I get a kick out of sports fans. They are so naive. Perhaps it was all the Frank Merriwell books they read when they were kids. Perhaps it was the concerted effort of sportswriters of the day to bleach out all the misdeeds of some of the bigger miscreants of their eras. Babe Ruth was basically a glutton and a womanizer. But he told little boys he’d hit home runs for them, so we didn’t talk about the other stuff.

Whenever some issue comes up that proves that athletes are just as greedy and unethical as the rest of us, you can hear the gasps from here to kingdom come.

The best example of this is Pete Rose, who will probably never get into the Hall of Fame now that his extracurricular activities as a player reportedly involved deeds that made his gambling seem like a donation to the Albert Schweitzer fund. Yet people still debate whether such an obvious miscreant should be in the Hall of Fame.

So it’s no wonder people hear things about the Red Sox using 21st century technology to steal signs and blow every gasket in their bodies. These days, we’re conditioned to think that way. We still want these people to be Steve Garvey, the former Los Angeles Dodger who once said that he lived his life as if children were following him around. But if that were the case, the little children would have been in for one giant surprise, as apparently Steve got around when the lights went out.

This latest Red Sox episode is the biggest non-story of the year. The New York Giants went down that road back in 1951, when they used a telescope to steal signs from catchers when they roared back from 13½ games behind to overtake the Brooklyn Dodgers and win the pennant. And this included Bobby Thomson’s famous “shot heard ’round the world.”

Man, once the genie’s out of the bottle it’s useless to try to stuff it back in.

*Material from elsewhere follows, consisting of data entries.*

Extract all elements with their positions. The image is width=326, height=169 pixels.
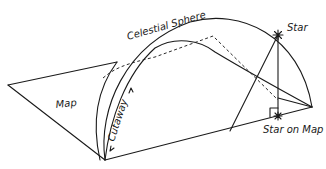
star-icon	[273, 30, 283, 40]
map-plane	[8, 62, 312, 160]
star-to-edge-line	[278, 98, 312, 107]
dashed-projection-line	[103, 36, 278, 100]
map-label: Map	[55, 97, 77, 110]
star-sight-line	[230, 35, 278, 131]
cutaway-label: Cutaway	[105, 97, 129, 143]
celestial-sphere-diagram: Celestial Sphere Star Map Cutaway Star o…	[0, 0, 326, 169]
star-on-map-icon	[274, 112, 282, 120]
map-top-edge	[8, 62, 117, 85]
celestial-sphere-label: Celestial Sphere	[126, 9, 207, 42]
cutaway-arrow-top	[129, 88, 133, 93]
map-left-edge	[8, 85, 105, 160]
cutaway-arrow-bottom	[110, 146, 114, 151]
star-on-map-label: Star on Map	[263, 124, 323, 135]
star-label: Star	[287, 22, 308, 33]
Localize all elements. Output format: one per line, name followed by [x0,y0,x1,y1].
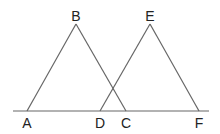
point-label-b: B [71,9,80,23]
point-label-a: A [22,116,31,130]
segment-de [100,24,150,111]
segment-bc [76,24,126,111]
diagram-lines [0,0,220,134]
point-label-e: E [145,9,154,23]
geometry-diagram: A B C D E F [0,0,220,134]
segment-ab [27,24,76,111]
triangle-segments [27,24,199,111]
point-label-d: D [95,116,105,130]
segment-ef [150,24,199,111]
point-label-c: C [121,116,131,130]
point-label-f: F [195,116,204,130]
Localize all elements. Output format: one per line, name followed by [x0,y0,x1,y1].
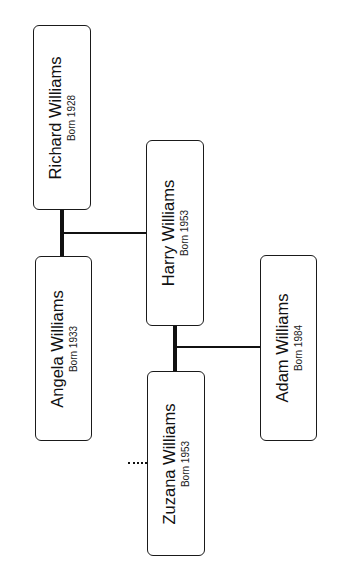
person-born: Born 1933 [67,290,80,407]
marriage-line-harry-zuzana [173,325,177,371]
person-label: Angela Williams Born 1933 [48,290,80,407]
person-name: Richard Williams [46,56,65,179]
person-node-richard[interactable]: Richard Williams Born 1928 [33,25,91,210]
person-born: Born 1953 [178,180,191,286]
person-node-zuzana[interactable]: Zuzana Williams Born 1953 [147,371,205,556]
person-born: Born 1984 [292,293,305,402]
person-label: Harry Williams Born 1953 [159,180,191,286]
person-label: Richard Williams Born 1928 [46,56,78,179]
person-label: Zuzana Williams Born 1953 [160,403,192,524]
person-name: Zuzana Williams [160,403,179,524]
person-node-angela[interactable]: Angela Williams Born 1933 [35,256,92,441]
child-line-to-adam [175,346,260,348]
person-name: Angela Williams [48,290,67,407]
person-label: Adam Williams Born 1984 [273,293,305,402]
person-node-adam[interactable]: Adam Williams Born 1984 [260,255,317,441]
dotted-link-zuzana [128,462,147,464]
person-name: Harry Williams [159,180,178,286]
person-name: Adam Williams [273,293,292,402]
child-line-to-harry [62,232,146,234]
person-born: Born 1953 [179,403,192,524]
person-born: Born 1928 [65,56,78,179]
person-node-harry[interactable]: Harry Williams Born 1953 [146,140,204,326]
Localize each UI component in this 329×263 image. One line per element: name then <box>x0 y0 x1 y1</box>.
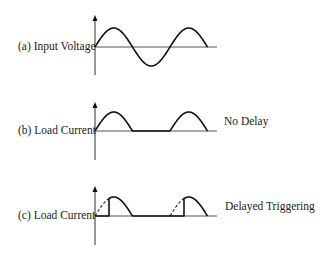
annotation-no-delay: No Delay <box>224 116 268 128</box>
panel-load-current-delayed <box>93 186 218 245</box>
panel-input-voltage <box>93 15 218 75</box>
label-load-current-c: (c) Load Current <box>18 210 95 222</box>
panel-load-current-no-delay <box>93 102 218 160</box>
load-current-delayed-wave <box>95 197 208 216</box>
annotation-delayed-triggering: Delayed Triggering <box>225 201 315 213</box>
rectifier-waveform-diagram: (a) Input Voltage (b) Load Current No De… <box>0 0 329 263</box>
label-input-voltage: (a) Input Voltage <box>18 41 96 53</box>
label-load-current-b: (b) Load Current <box>18 125 96 137</box>
arrowhead-icon <box>93 186 98 192</box>
load-current-rectified-wave <box>95 112 208 131</box>
arrowhead-icon <box>93 102 98 108</box>
arrowhead-icon <box>93 15 98 21</box>
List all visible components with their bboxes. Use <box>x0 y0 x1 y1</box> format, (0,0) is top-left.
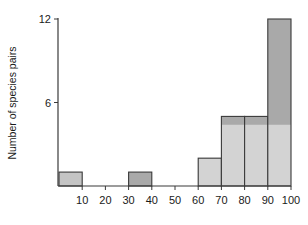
y-tick-label: 6 <box>45 97 51 109</box>
bar-lower-segment <box>221 125 244 186</box>
histogram-bar <box>198 158 221 186</box>
y-axis-ticks: 612 <box>39 13 58 109</box>
y-axis-label: Number of species pairs <box>6 46 18 159</box>
x-tick-label: 70 <box>215 194 227 206</box>
x-tick-label: 30 <box>122 194 134 206</box>
bar-lower-segment <box>268 125 291 186</box>
bar-lower-segment <box>245 125 268 186</box>
bar-lower-segment <box>198 158 221 186</box>
histogram-bar <box>129 172 152 186</box>
bar-upper-segment <box>129 172 152 186</box>
x-tick-label: 10 <box>76 194 88 206</box>
y-tick-label: 12 <box>39 13 51 25</box>
histogram-bar <box>59 172 82 186</box>
histogram-bars <box>59 19 291 186</box>
x-tick-label: 60 <box>192 194 204 206</box>
histogram-bar <box>245 116 268 186</box>
x-tick-label: 50 <box>169 194 181 206</box>
histogram-chart: 612 102030405060708090100 Number of spec… <box>0 0 308 225</box>
x-tick-label: 100 <box>282 194 300 206</box>
x-tick-label: 20 <box>99 194 111 206</box>
histogram-bar <box>268 19 291 186</box>
bar-upper-segment <box>59 172 82 186</box>
x-tick-label: 80 <box>238 194 250 206</box>
x-tick-label: 90 <box>262 194 274 206</box>
histogram-bar <box>221 116 244 186</box>
x-axis-ticks: 102030405060708090100 <box>76 186 300 206</box>
x-tick-label: 40 <box>146 194 158 206</box>
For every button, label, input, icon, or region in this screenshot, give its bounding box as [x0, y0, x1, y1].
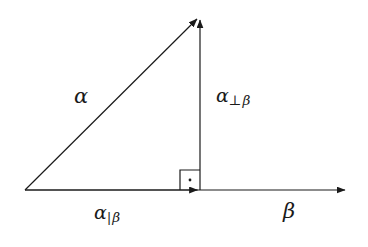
label-alpha-parallel-beta: α|β	[94, 203, 120, 225]
label-alpha-perp-beta: α⊥β	[216, 86, 251, 108]
label-alpha-perp-beta-sub-text: β	[243, 92, 251, 108]
vector-decomposition-figure: α α⊥β α|β β	[0, 0, 368, 247]
label-alpha-perp-beta-base: α	[216, 84, 229, 106]
label-alpha: α	[74, 86, 88, 107]
label-alpha-parallel-beta-sub-text: β	[112, 209, 120, 225]
label-alpha-perp-beta-subscript: ⊥β	[229, 92, 251, 108]
label-beta: β	[283, 201, 295, 222]
label-alpha-parallel-beta-subscript: |β	[107, 209, 121, 225]
perpendicular-icon: ⊥	[229, 92, 243, 108]
alpha-vector-line	[25, 19, 197, 190]
right-angle-dot-icon	[189, 179, 192, 182]
label-alpha-text: α	[74, 84, 88, 108]
diagram-canvas	[0, 0, 368, 247]
label-beta-text: β	[283, 199, 295, 223]
label-alpha-parallel-beta-base: α	[94, 201, 107, 223]
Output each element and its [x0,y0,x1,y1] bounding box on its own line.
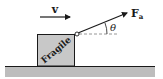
ground-surface [5,66,155,77]
velocity-label: v [51,3,59,16]
force-label-subscript: a [139,12,144,21]
attachment-point [75,32,79,36]
angle-label: θ [110,22,116,33]
velocity-vector: v [40,3,70,17]
physics-diagram: Fragile v Fa θ [0,0,163,79]
fragile-box: Fragile [38,35,75,67]
force-label: Fa [131,7,144,21]
angle-marker: θ [105,22,116,34]
force-label-main: F [131,7,139,20]
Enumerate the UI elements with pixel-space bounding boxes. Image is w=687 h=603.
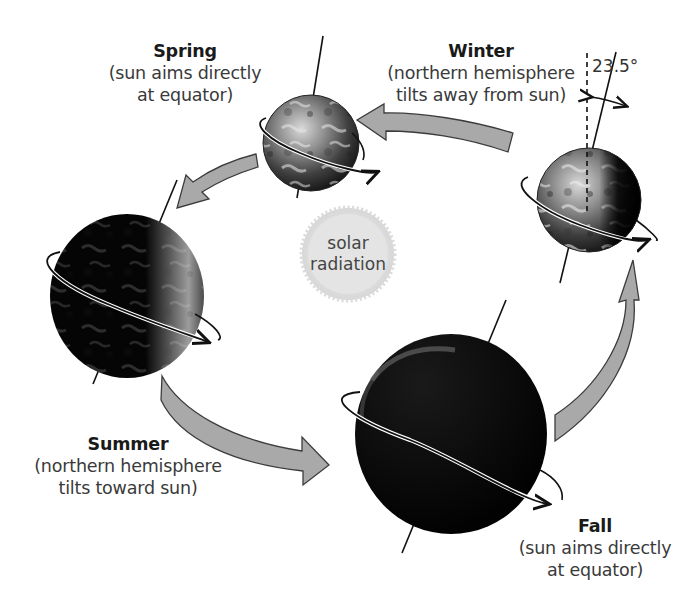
season-title: Spring — [75, 40, 295, 62]
season-desc-line2: at equator) — [75, 84, 295, 106]
season-desc-line1: (sun aims directly — [495, 537, 687, 559]
season-label-winter: Winter (northern hemisphere tilts away f… — [371, 40, 591, 106]
sun-line2: radiation — [310, 254, 386, 274]
season-desc-line2: tilts away from sun) — [371, 84, 591, 106]
solar-radiation-label: solar radiation — [298, 233, 398, 275]
season-desc-line1: (sun aims directly — [75, 62, 295, 84]
angle-arrow — [591, 97, 626, 106]
season-label-spring: Spring (sun aims directly at equator) — [75, 40, 295, 106]
season-desc-line1: (northern hemisphere — [18, 455, 238, 477]
season-title: Fall — [495, 515, 687, 537]
orbit-arrow-spring-to-summer — [177, 154, 258, 208]
globe-summer — [47, 180, 220, 384]
season-label-fall: Fall (sun aims directly at equator) — [495, 515, 687, 581]
sun-line1: solar — [327, 233, 368, 253]
season-desc-line2: at equator) — [495, 559, 687, 581]
season-title: Summer — [18, 433, 238, 455]
tilt-angle-label: 23.5° — [592, 56, 638, 76]
orbit-arrow-fall-to-winter — [555, 260, 639, 441]
season-title: Winter — [371, 40, 591, 62]
season-desc-line2: tilts toward sun) — [18, 477, 238, 499]
orbit-arrow-winter-to-spring — [357, 104, 513, 152]
season-label-summer: Summer (northern hemisphere tilts toward… — [18, 433, 238, 499]
season-desc-line1: (northern hemisphere — [371, 62, 591, 84]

I say the Yankees, who went crying to the commissioner on this issue, are just mad they didn’t think of it first. If the Red Sox are to be believed, they’re still stuck on 20th century methods of cheating involving TV cameras. You’d think the Yankees would get with the times, wouldn’t you?

Boston sportswriters, who are very good at self-flagellation, are moaning and groaning about how this latest episode does nothing for the Red Sox’ likability. But last time I checked, few people liked Ty Cobb and even fewer liked George Steinbrenner. One’s in the Hall of Fame and the other presided over the last true dynastic in baseball. I don’t think either one of them cared whether they were liked.

About the only thing on which I find fault with this is the assertion that John Farrell didn’t know what was going on. That’s just absurd. Either he’s the dumbest guy in America or he’s flat-out lying. How in the world could he not know?

Beyond that, people just need to grow up. It’s professional sports. The money involved is just beyond comprehension, and the stakes are too high to leave much of anything to chance.

Deal with it, and stop being so naive. It’s not going to go away anytime soon.